They are waking up to reality a day late and a dollar short.
Risk of asteroid impacts may be more common than expected
Rather than expecting an impact every 150 years, researchers believe the risks could be ten times greater.
Researchers warn that the risk of space rocks, like the one that exploded over Russia in February 2013, hitting the Earth is ten times larger than previously estimated.
Using videos from security and dashboard cameras, researchers were able to reconstruct the asteroid and its trajectory through the atmosphere.
Three separate papers out this week agree that the asteroid, which caused an intense flash of blinding light at daybreak on Feb. 15 near the Russian city of Chelyabinsk, was nearly twice as heavy as earlier estimated and had the explosive power of 500,000 tons of TNT.

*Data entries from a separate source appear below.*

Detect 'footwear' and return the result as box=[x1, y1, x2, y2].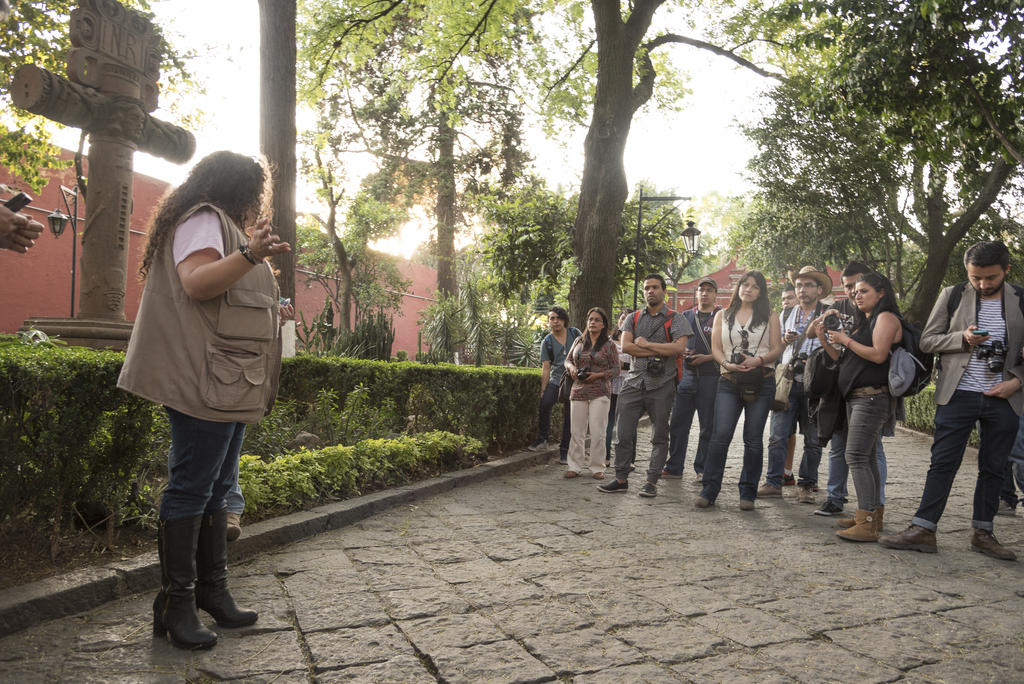
box=[836, 509, 881, 547].
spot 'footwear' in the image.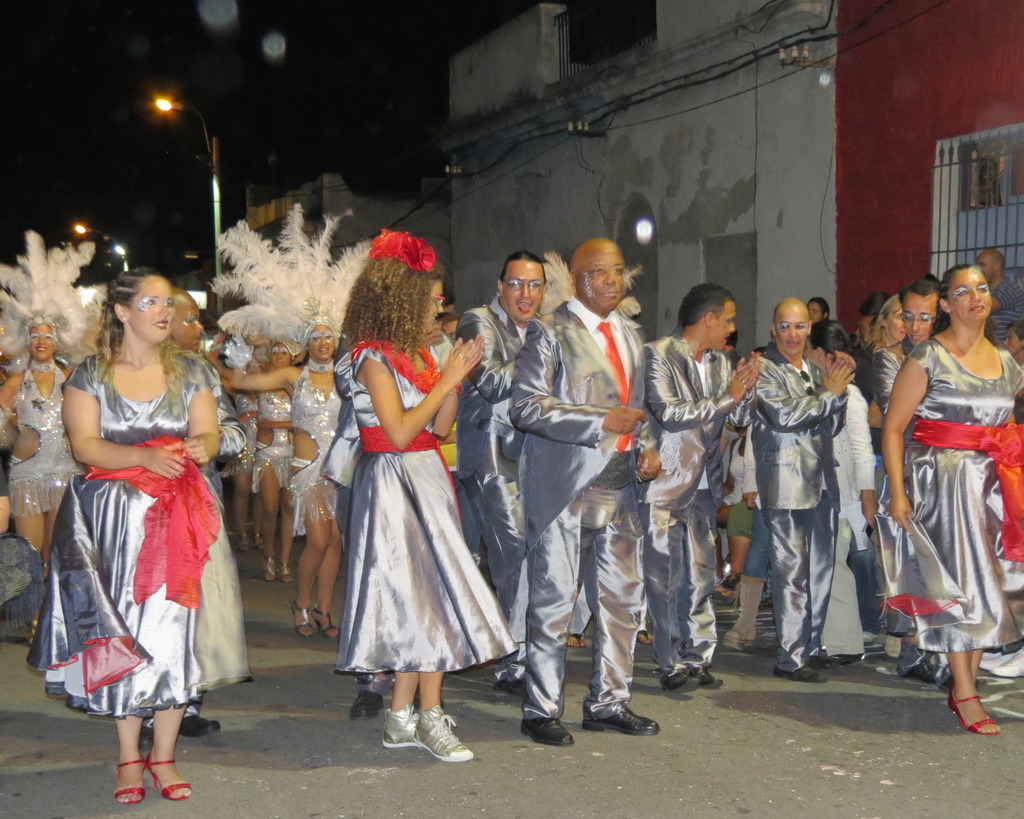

“Luckily, most of the kinetic energy was absorbed by the atmosphere,” said Jiri Borovicka, an asteroid researcher at the Astronomical Institute near Prague and lead author on a study published in Nature. “A more solid rock that might have blasted closer to the ground would have caused considerably more damage.”
According to Borovicka, the asteroid approached the Earth from a region in the sky that is inaccessible to ground telescopes. The asteroid should have been visible six weeks before the impact, but only during the day, when the sky is too bright to spot objects of its size.
Peter Brown, a planetary scientist at the University of Western Ontario and lead author on a separate paper published in Nature, said that previous models suggested that asteroids like the Chelyabinsk asteroid would hit the earth once every 150 years. But looking at the number of observed impacts over the last 20 years suggests the impact risk could be substantially higher.
Brown suggests that a sensible response to the Chelyabinsk asteroid is scanning the visible sky with asteroid detection and early-warning system like ATLAS, which is currently being developed in Hawaii.